In particular, lynch justice , the preferred means of terrorizing blacks, received a lot of attention from Ida B. Wells and was part of numerous articles and speeches of her in which she exposed, for example, the often cited rape of white women as a myth . She saw a change in legislation as the only possibility of future prevention, in which "the strong arm of the government [...] had to extend beyond the borders of the federal states". Wells kept precise statistics on lynchings committed and their alleged causes. She herself had been confronted with this crime: the father of her goddaughter and two other blacks, who were in direct competition with whites with a grocery store, were lynched in 1892. Wells thereupon called in her articles to boycott the businesses of the whites or to emigrate to the areas in Oklahoma that were recently approved for settlement (→ Oklahoma Land Run ), which actually happened. In response, a mob destroyed the building where their newspaper was produced. At the time, on her way to New York City , she received death threats from numerous southerners who forbade her to return to Memphis. She then stayed in New York and became a partner in the New York Age . In 1893 she went to Great Britain for a year . Her speeches there led to the founding of the British Anti-Lynching Society . Upon her return, she moved to Chicago , where she worked with Frederick Douglass and the lawyer and founder of the newspaper Conservator Ferdinand Barnett, whom she married in 1895. The couple had four children, in addition to two from a previous relationship with Barnett. Between 1898 and 1902 Wells-Barnett served as the secretary of one of the first civil rights organizations, the National Afro-American Council . In 1909 she was involved in founding the National Association for the Advancement of Colored People , but later resigned from the association, which she considered not militant enough, and founded other organizations. She continued to take care of the black community of Chicago with various programs, such as the building of a kindergarten, and also tried to introduce full women's suffrage in the USA, for which she took part in a 1913 parade of the National American Woman Suffrage Association .
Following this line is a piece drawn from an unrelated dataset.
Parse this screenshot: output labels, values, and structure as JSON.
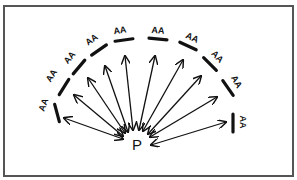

In 1924 Wells-Barnett stood for election as president of the National Association of Colored Women, which she co-founded in 1896, but lost to Mary McLeod Bethune . She suffered the same fate in 1930 while trying to be elected to the Illinois Senate. The following year she died of kidney failure . In 1970, her daughter Alfreda Duster Wells-Barnetts published the autobiography Crusade for Justice . In 1988 she was inducted into the National Women's Hall of Fame . Your house is now a landmark of the city of Chicago as well as a National Historic Landmark and in the National Register of Historic Places listed.

Ida B. Wells was included in the Daughters of Africa anthology published in 1992 by Margaret Busby in London and New York.

Honors

At the ceremony of the Pulitzer Prizes in May 2020 Ida B. Wells was "For her outstanding and courageous reporting on the horrific and vicious violence against African Americans during the era of lynching." With a Special Citation appreciated.

See also

literature

  • Wells-Barnett, Ida Bell , in: June Hannam, Mitzi Auchterlonie, Katherine Holden: International encyclopedia of women's suffrage . Santa Barbara, California: ABC-Clio, 2000, ISBN 1-57607-064-6 , pp. 315-317

Web links

Commons : Ida B. Wells  - collection of images, videos and audio files

Individual evidence

  1. ^ Wells' speech at the first annual meeting of the NAACP on May 8, 1909
    Excerpts in German in absolute black beats . Orange Press, Freiburg, 2003. ISBN 3-936086-15-X
  2. Announcement of the 2020 Pulitzer Prize Winners , pulitzer.org, May 4, 2020, accessed May 5, 2020.
  3. Morgan Greene, Ida B. Wells receives Pulitzer Prize citation: 'The only thing she really had was the truth' , Chicago Tribune, May 4, 2020.